No. GIF has no audio stream at all, so there is nothing to carry over — the resulting RM is silent by nature, not muted. This is expected for any GIF-to-video conversion. If you need narration or music, add an audio track afterward in a video editor.
Usually not without help. RealMedia is a legacy RealNetworks format, and modern browsers, iOS, and Android don't play .rm natively. You typically need VLC or RealPlayer to open one. That is exactly why RM is a poor choice for sharing: if the clip is headed anywhere modern, use GIF to MP4 instead — H.264 MP4 plays inline in current browsers and on phones out of the box.

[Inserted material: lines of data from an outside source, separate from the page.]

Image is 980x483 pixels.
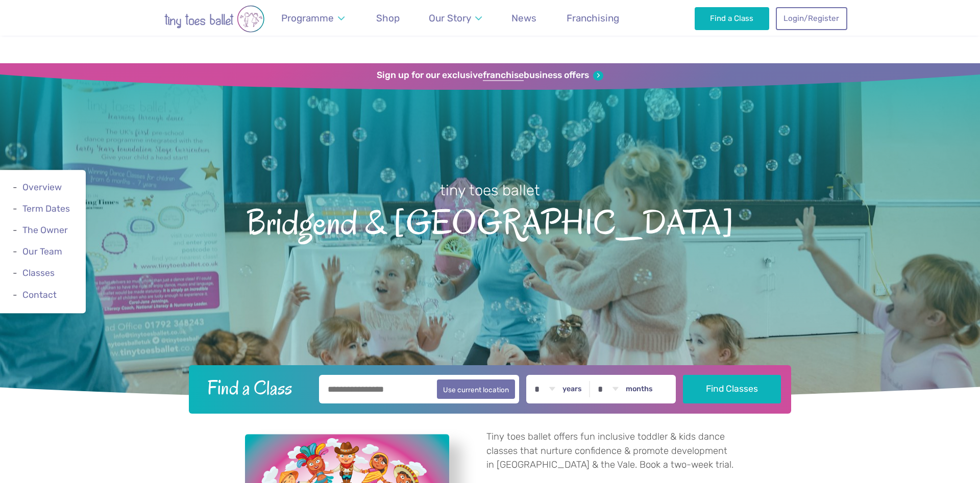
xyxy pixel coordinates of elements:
span: Our Story [429,12,471,24]
span: Shop [376,12,400,24]
p: Tiny toes ballet offers fun inclusive toddler & kids dance classes that nurture confidence & prom... [486,430,735,472]
a: Term Dates [23,203,70,213]
a: Find a Class [695,7,769,30]
span: Franchising [567,12,619,24]
a: Our Story [424,6,487,30]
a: The Owner [23,225,68,235]
button: Find Classes [683,375,781,403]
a: Franchising [561,6,624,30]
button: Use current location [437,380,515,399]
a: Classes [23,269,54,279]
a: Contact [23,290,56,300]
strong: franchise [482,70,523,81]
label: months [626,385,653,394]
label: years [562,385,581,394]
small: tiny toes ballet [440,182,539,199]
a: Programme [276,6,349,30]
a: Sign up for our exclusivefranchisebusiness offers [377,70,602,81]
a: Login/Register [776,7,847,30]
span: Bridgend & [GEOGRAPHIC_DATA] [18,201,962,242]
span: Programme [282,12,333,24]
h2: Find a Class [199,375,312,400]
a: Our Team [23,246,63,257]
a: Overview [23,182,62,192]
a: Shop [371,6,404,30]
a: News [507,6,541,30]
img: tiny toes ballet [133,5,296,33]
span: News [511,12,536,24]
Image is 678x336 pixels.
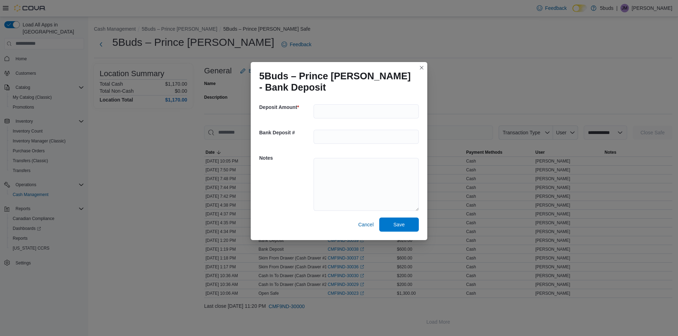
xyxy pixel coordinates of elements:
[259,100,312,114] h5: Deposit Amount
[358,221,373,228] span: Cancel
[355,218,376,232] button: Cancel
[379,218,419,232] button: Save
[259,71,413,93] h1: 5Buds – Prince [PERSON_NAME] - Bank Deposit
[259,126,312,140] h5: Bank Deposit #
[417,64,426,72] button: Closes this modal window
[393,221,404,228] span: Save
[259,151,312,165] h5: Notes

Rarely. RealNetworks introduced RealMedia in 1997, and although RealVideo itself reached version 15 by 2024, the RV10/RV20 codecs that classic .rm files use are decades old and long superseded by H.264 and newer codecs. Convert to RM only when a specific legacy system, kiosk, or archive explicitly requires a .rm file. For every other purpose, MP4 (H.264) is the safe, universally playable choice.
Default to RealVideo 1.0 (RV10) — it is the most broadly compatible with old RealMedia players. RealVideo 2.0 (RV20, the RealVideo G2 generation) is slightly newer and can give marginally better compression, but only matters if the target player or pipeline specifically calls for it. When you are unsure what the receiving system expects, RV10 is the safer choice; both are early, H.263-derived codecs and neither approaches modern efficiency.

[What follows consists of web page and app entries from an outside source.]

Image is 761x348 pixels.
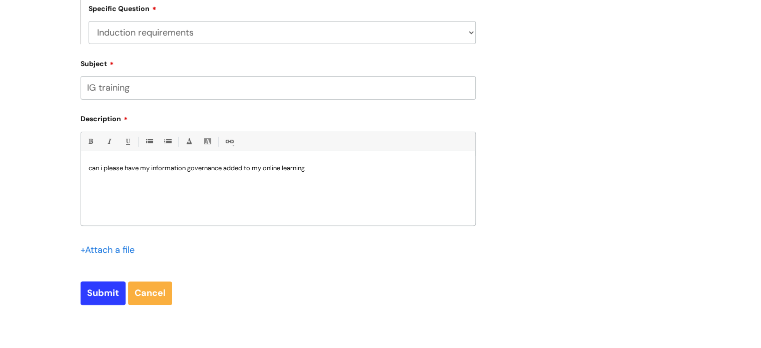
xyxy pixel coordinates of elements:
a: Bold (Ctrl-B) [84,135,97,148]
a: Link [223,135,235,148]
a: Italic (Ctrl-I) [103,135,115,148]
a: Back Color [201,135,214,148]
a: Font Color [183,135,195,148]
span: + [81,244,85,256]
a: Underline(Ctrl-U) [121,135,134,148]
label: Description [81,111,476,123]
a: 1. Ordered List (Ctrl-Shift-8) [161,135,174,148]
p: can i please have my information governance added to my online learning [89,164,468,173]
a: • Unordered List (Ctrl-Shift-7) [143,135,155,148]
div: Attach a file [81,242,141,258]
label: Specific Question [89,3,157,13]
label: Subject [81,56,476,68]
input: Submit [81,281,126,304]
a: Cancel [128,281,172,304]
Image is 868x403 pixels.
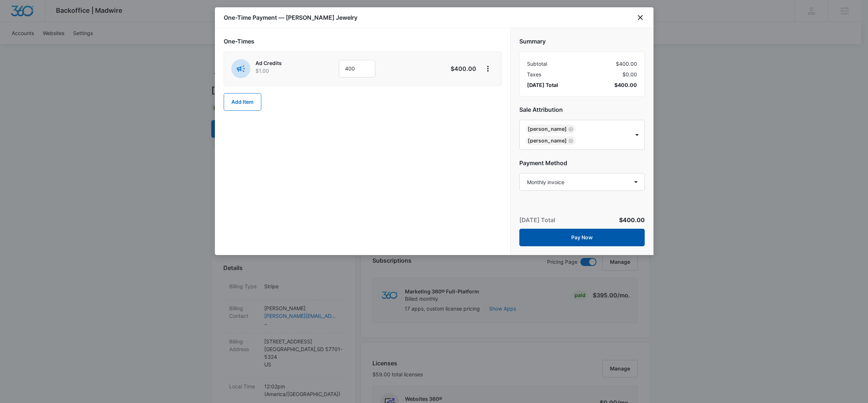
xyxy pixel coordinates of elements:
[528,138,567,143] div: [PERSON_NAME]
[623,71,637,79] span: $0.00
[636,13,645,22] button: close
[339,60,375,78] input: 1
[442,64,477,73] p: $400.00
[527,60,637,68] div: $400.00
[528,127,567,132] div: [PERSON_NAME]
[255,59,319,67] p: Ad Credits
[519,159,645,167] h2: Payment Method
[224,37,501,46] h2: One-Times
[567,138,573,143] div: Remove Brennan Rachman
[519,229,645,247] button: Pay Now
[527,81,558,89] span: [DATE] Total
[567,127,573,132] div: Remove Jamie Dagg
[527,71,541,79] span: Taxes
[224,93,261,111] button: Add Item
[519,215,555,225] p: [DATE] Total
[619,216,645,224] span: $400.00
[615,81,637,89] span: $400.00
[519,105,645,114] h2: Sale Attribution
[527,60,547,68] span: Subtotal
[519,37,645,46] h2: Summary
[224,13,357,22] h1: One-Time Payment — [PERSON_NAME] Jewelry
[255,67,319,75] p: $1.00
[482,63,494,75] button: View More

No — the output can match the source but never exceed it. The GIF you upload is already limited to 256 colors per frame and whatever resolution and frame rate it was saved at. RealVideo can technically carry more color than that, so it won't add banding, but it can't invent detail the GIF never captured. Upscaling the resolution just enlarges the existing pixels; it doesn't recover lost color or sharpness.

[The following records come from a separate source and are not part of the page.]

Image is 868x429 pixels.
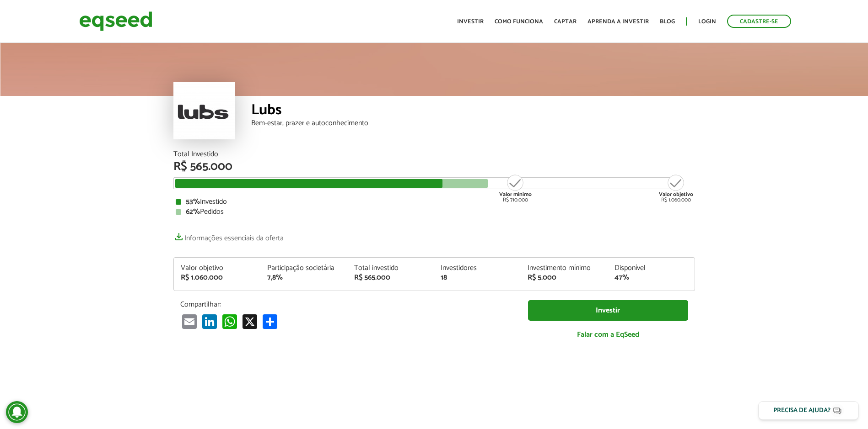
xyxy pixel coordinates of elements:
a: LinkedIn [200,314,219,329]
a: Captar [554,19,577,24]
img: EqSeed [79,9,153,33]
a: WhatsApp [221,314,239,329]
div: 47% [615,274,688,282]
a: Login [699,19,716,24]
div: Bem-estar, prazer e autoconhecimento [251,120,695,127]
div: R$ 1.060.000 [181,274,254,282]
a: Email [180,314,198,329]
a: Informações essenciais da oferta [173,230,284,242]
div: Total investido [354,265,428,272]
div: Investidores [440,265,514,272]
a: Falar com a EqSeed [528,325,688,344]
div: 7,8% [267,274,341,282]
div: R$ 710.000 [498,174,533,203]
div: R$ 5.000 [528,274,601,282]
strong: 62% [186,206,200,218]
strong: 53% [186,196,200,208]
a: Aprenda a investir [588,19,649,24]
div: Disponível [615,265,688,272]
div: R$ 565.000 [173,161,695,173]
a: Investir [457,19,484,24]
div: Participação societária [267,265,341,272]
div: Lubs [251,103,695,120]
a: X [241,314,259,329]
div: Pedidos [176,208,693,215]
div: 18 [440,274,514,282]
p: Compartilhar: [180,300,514,309]
strong: Valor mínimo [499,190,532,199]
div: R$ 565.000 [354,274,428,282]
div: R$ 1.060.000 [659,174,693,203]
div: Valor objetivo [181,265,254,272]
div: Investimento mínimo [528,265,601,272]
a: Cadastre-se [727,15,791,28]
a: Compartilhar [261,314,279,329]
div: Investido [176,198,693,206]
div: Total Investido [173,151,695,158]
strong: Valor objetivo [659,190,693,199]
a: Como funciona [495,19,543,24]
a: Blog [660,19,675,24]
a: Investir [528,300,688,321]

Yes. Use RM to MP4 to re-wrap a RealMedia clip into a modern, web-friendly H.264 MP4. Note that re-encoding from an already-lossy RealVideo stream can't recover quality lost in the first pass — so if you still have the original GIF, converting that straight to MP4 gives a cleaner result than a GIF-to-RM-to-MP4 round trip. If you need the variable-bitrate RealMedia variant instead, see GIF to RMVB.